Questions & Answers

Find the main questions funds ask about AI, Data, sovereignty and the transformation of their operations.

3 results · #Data quality

How can AI concretely improve relations with investors and IR teams?

How can AI concretely improve relations with investors and IR teams?
AI can concretely improve relations with investors and IR teams, provided it is used as a lever for reliability and consistency, and not as a tool for automated message production.
IR teams face a growing requirement to respond faster, provide accurate, consistent and contextualized information, while adapting to very different investor profiles. In this context, AI can play a structuring role.
In concrete terms, it can be used to prepare summaries from internal reports, to reformulate content according to the recipient's level of expertise, to quickly find information in the history of exchanges or in a data room, and to improve the overall consistency of documents sent. It can also assist in the production of standardized responses (FAQs, standard emails), while maintaining a high level of editorial quality.
But the real contribution of AI does not lie in speed of execution. It lies in the ability to align messages. High-quality IR communication relies on single, reliable data shared between teams. If AI is plugged into fragmented or poorly governed sources, it amplifies inconsistencies instead of correcting them.
The challenge is therefore to anchor AI in a controlled data chain: same figures between BI, reporting and investor communications, traceability of sources, and systematic editorial control before sending. In this context, AI becomes a powerful support tool for structuring, harmonizing and securing communication.
The right balance consists in using AI to prepare and make content reliable, while leaving IR teams responsible for tone, context and relationship. It is this combination that improves both operational efficiency and investor confidence.

How to prevent an AI agent from hallucinating financial data?
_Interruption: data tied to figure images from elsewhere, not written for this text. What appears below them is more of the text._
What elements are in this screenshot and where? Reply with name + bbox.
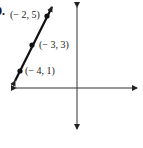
point-label: (− 4, 1) [25, 65, 55, 76]
point-marker [44, 13, 49, 18]
coordinate-plane [0, 0, 143, 148]
point-marker [17, 68, 22, 73]
point-marker [29, 42, 34, 47]
point-label: (− 3, 3) [39, 39, 69, 50]
point-label: (− 2, 5) [10, 9, 40, 20]
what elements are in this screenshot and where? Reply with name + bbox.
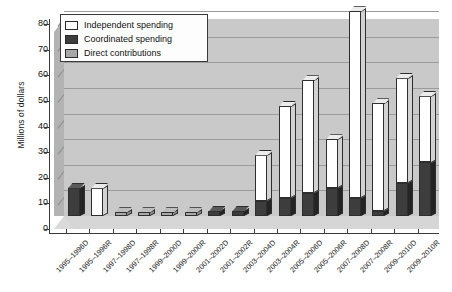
gridline-80: [64, 11, 439, 12]
bar-segment-2005–2006R-white: [326, 139, 338, 188]
bar-2005–2006D: [302, 215, 320, 216]
y-tick-label-10: 10: [22, 197, 48, 207]
y-tick-label-80: 80: [22, 18, 48, 28]
bar-1995–1996D: [68, 215, 86, 216]
bar-2003–2004D: [255, 215, 273, 216]
x-tick-mark-15: [418, 229, 419, 233]
legend-label-coordinated-spending: Coordinated spending: [84, 34, 172, 44]
plot-floor: [64, 216, 439, 229]
bar-side-2009–2010D-white: [408, 75, 413, 183]
bar-side-1995–1996D-dark: [80, 185, 85, 216]
bar-segment-2003–2004R-white: [279, 106, 291, 198]
bar-segment-1995–1996D-dark: [68, 188, 80, 216]
bar-segment-2007–2008R-dark: [372, 211, 384, 216]
y-tick-mark-70: [44, 50, 49, 51]
y-tick-mark-80: [44, 24, 49, 25]
y-tick-mark-10: [44, 203, 49, 204]
bar-segment-2007–2008D-dark: [349, 198, 361, 216]
x-tick-mark-12: [347, 229, 348, 233]
bar-side-2005–2006D-dark: [314, 190, 319, 216]
bar-segment-2005–2006R-dark: [326, 188, 338, 216]
bar-segment-2003–2004R-dark: [279, 198, 291, 216]
bar-side-1995–1996R-white: [103, 185, 108, 216]
bar-segment-1995–1996R-white: [91, 188, 103, 216]
y-tick-mark-60: [44, 75, 49, 76]
x-tick-mark-6: [207, 229, 208, 233]
bar-side-2003–2004R-white: [291, 103, 296, 198]
x-axis-line: [49, 233, 439, 234]
bar-side-2005–2006R-dark: [338, 185, 343, 216]
x-tick-mark-9: [277, 229, 278, 233]
chart-figure: Millions of dollars 01020304050607080 In…: [0, 0, 452, 292]
legend-item-coordinated-spending: Coordinated spending: [65, 32, 203, 46]
bar-side-2005–2006R-white: [338, 137, 343, 188]
y-tick-mark-20: [44, 178, 49, 179]
x-tick-mark-4: [160, 229, 161, 233]
y-tick-mark-40: [44, 127, 49, 128]
chart-legend: Independent spending Coordinated spendin…: [60, 14, 208, 62]
x-tick-mark-1: [89, 229, 90, 233]
bar-segment-2005–2006D-white: [302, 80, 314, 193]
x-tick-mark-0: [66, 229, 67, 233]
y-tick-label-20: 20: [22, 172, 48, 182]
bar-side-2005–2006D-white: [314, 78, 319, 193]
y-tick-label-70: 70: [22, 44, 48, 54]
bar-1997–1998R: [138, 215, 156, 216]
bar-side-2007–2008D-white: [361, 8, 366, 198]
y-tick-label-30: 30: [22, 146, 48, 156]
bar-segment-2003–2004D-white: [255, 155, 267, 201]
x-tick-mark-7: [230, 229, 231, 233]
bar-2001–2002D: [208, 215, 226, 216]
bar-segment-2007–2008R-white: [372, 103, 384, 211]
bar-segment-2009–2010D-dark: [396, 183, 408, 216]
bar-segment-2005–2006D-dark: [302, 193, 314, 216]
bar-2009–2010R: [419, 215, 437, 216]
bar-side-2003–2004D-white: [267, 152, 272, 201]
bar-side-2009–2010R-white: [431, 93, 436, 162]
x-tick-mark-14: [394, 229, 395, 233]
y-tick-label-0: 0: [22, 223, 48, 233]
bar-2009–2010D: [396, 215, 414, 216]
bar-segment-2009–2010R-dark: [419, 162, 431, 216]
bar-1995–1996R: [91, 215, 109, 216]
legend-swatch-direct-contributions-icon: [65, 49, 78, 58]
plot-area: Independent spending Coordinated spendin…: [64, 19, 439, 229]
bar-1999–2000R: [185, 215, 203, 216]
bar-2005–2006R: [326, 215, 344, 216]
bar-2003–2004R: [279, 215, 297, 216]
y-tick-label-40: 40: [22, 121, 48, 131]
legend-label-direct-contributions: Direct contributions: [84, 48, 161, 58]
x-tick-mark-13: [371, 229, 372, 233]
legend-item-independent-spending: Independent spending: [65, 18, 203, 32]
bar-segment-2009–2010R-white: [419, 96, 431, 163]
x-tick-mark-2: [113, 229, 114, 233]
y-tick-mark-50: [44, 101, 49, 102]
y-tick-mark-0: [44, 229, 49, 230]
gridline-60: [64, 62, 439, 63]
bar-side-2007–2008D-dark: [361, 195, 366, 216]
x-tick-mark-5: [183, 229, 184, 233]
bar-side-2009–2010R-dark: [431, 160, 436, 216]
y-tick-label-60: 60: [22, 69, 48, 79]
bar-segment-2009–2010D-white: [396, 78, 408, 183]
bar-segment-2007–2008D-white: [349, 11, 361, 198]
x-tick-mark-11: [324, 229, 325, 233]
bar-2001–2002R: [232, 215, 250, 216]
bar-side-2007–2008R-white: [384, 101, 389, 211]
legend-swatch-coordinated-spending-icon: [65, 35, 78, 44]
y-tick-label-50: 50: [22, 95, 48, 105]
bar-2007–2008R: [372, 215, 390, 216]
bar-side-2003–2004R-dark: [291, 195, 296, 216]
x-tick-mark-8: [254, 229, 255, 233]
y-axis-line: [49, 19, 50, 234]
bar-side-2009–2010D-dark: [408, 180, 413, 216]
x-tick-mark-3: [136, 229, 137, 233]
bar-1999–2000D: [161, 215, 179, 216]
gridline-50: [64, 88, 439, 89]
legend-swatch-independent-spending-icon: [65, 21, 78, 30]
bar-2007–2008D: [349, 215, 367, 216]
x-tick-mark-10: [300, 229, 301, 233]
bar-side-2003–2004D-dark: [267, 198, 272, 216]
legend-item-direct-contributions: Direct contributions: [65, 46, 203, 60]
bar-segment-2003–2004D-dark: [255, 201, 267, 216]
How to prevent an AI agent from hallucinating financial data?
Hallucinations are the main risk when using AI agents in a financial context. They are not the result of random errors, but of the structural behavior of models in the absence of reliable or sufficiently constrained information.
Three levels of control can greatly reduce this risk.
The first is strict anchoring on a certified source of truth. The agent must not rely on general knowledge or implicit data, but only on a controlled internal repository. Each answer must be associated with an identifiable, accessible and verifiable source. An unsourced answer must be considered invalid by default.
The second level is the restriction of the functional and informational perimeter. An agent must intervene in a precise domain, with a limited and controlled set of data. The wider the scope, the greater the risk of approximate interpretation. In practice, an agent who specializes in a subset of financial data, such as a shareholding's KPIs or Middle Office flows, is significantly more reliable than a generalist agent.
The third level is the implementation of systematic controls on outputs. All numerical information intended for external use, in particular for investors, must be validated by a human being. This validation must be based on complete traceability: initial request, sources used, transformations applied and response generated.
Beyond these principles, technical architecture plays a decisive role. A structured approach consists in isolating the AI layer from raw data, using a centralized repository, then exposing only validated data to agents. This allows precise control over what the agent can see and use.
Finally, it's important to treat hallucinations as a governance issue, not just a technical problem. This means defining rules of use, levels of responsibility and supervisory mechanisms adapted to the financial stakes involved.
A reliable agent is not one that "responds well", but one whose every response can be explained, traced and verified.

Can investment reporting be automated efficiently?

Can investment reporting be automated efficiently?
Yes, automating investment reporting is not only possible, it's also one of the most immediate ways of improving a fund's operations.
In the majority of organizations, the process is still based on manual data collection, with heterogeneous files transmitted by the investments, and consolidations carried out in Excel. This model introduces a number of weaknesses: dependence on non-standardized formats, risk of errors during reprocessing, lack of traceability and long production lead times.
Effective automation depends on structuring the data chain upstream.
The first step is to standardize inputs. This involves defining a common data dictionary with all participants, including clearly defined indicators, expected formats, explicit calculation rules and a reporting schedule. Without this standardization, all automation remains partial.
The second step is to organize data collection. This can involve dedicated portals, structured templates or connectors. The aim is to reduce format variations and limit manual intervention.
Third step: industrialize controls. Automatic rules are used to detect inconsistencies, variations, breaks in series or anomalies between related indicators. These controls must be systematic and traceable.
Fourth step: centralize in a single source of truth. Consolidated data must be fed directly into reporting, BI and investor communication tools, to avoid any duplication or local reprocessing.
In this context, automation helps to secure production, reduce lead times and significantly increase the reliability of deliverables.
The role of teams is changing. They move from a production logic to a control and analysis logic. The challenge is no longer to consolidate, but to interpret data, identify weak signals and prepare decisions.
Finally, governance remains the critical point. Automation without clear rules on data quality, responsibilities and validation processes can degrade overall reliability. Automation must be part of a rigorous framework, focused on control, traceability and consistency.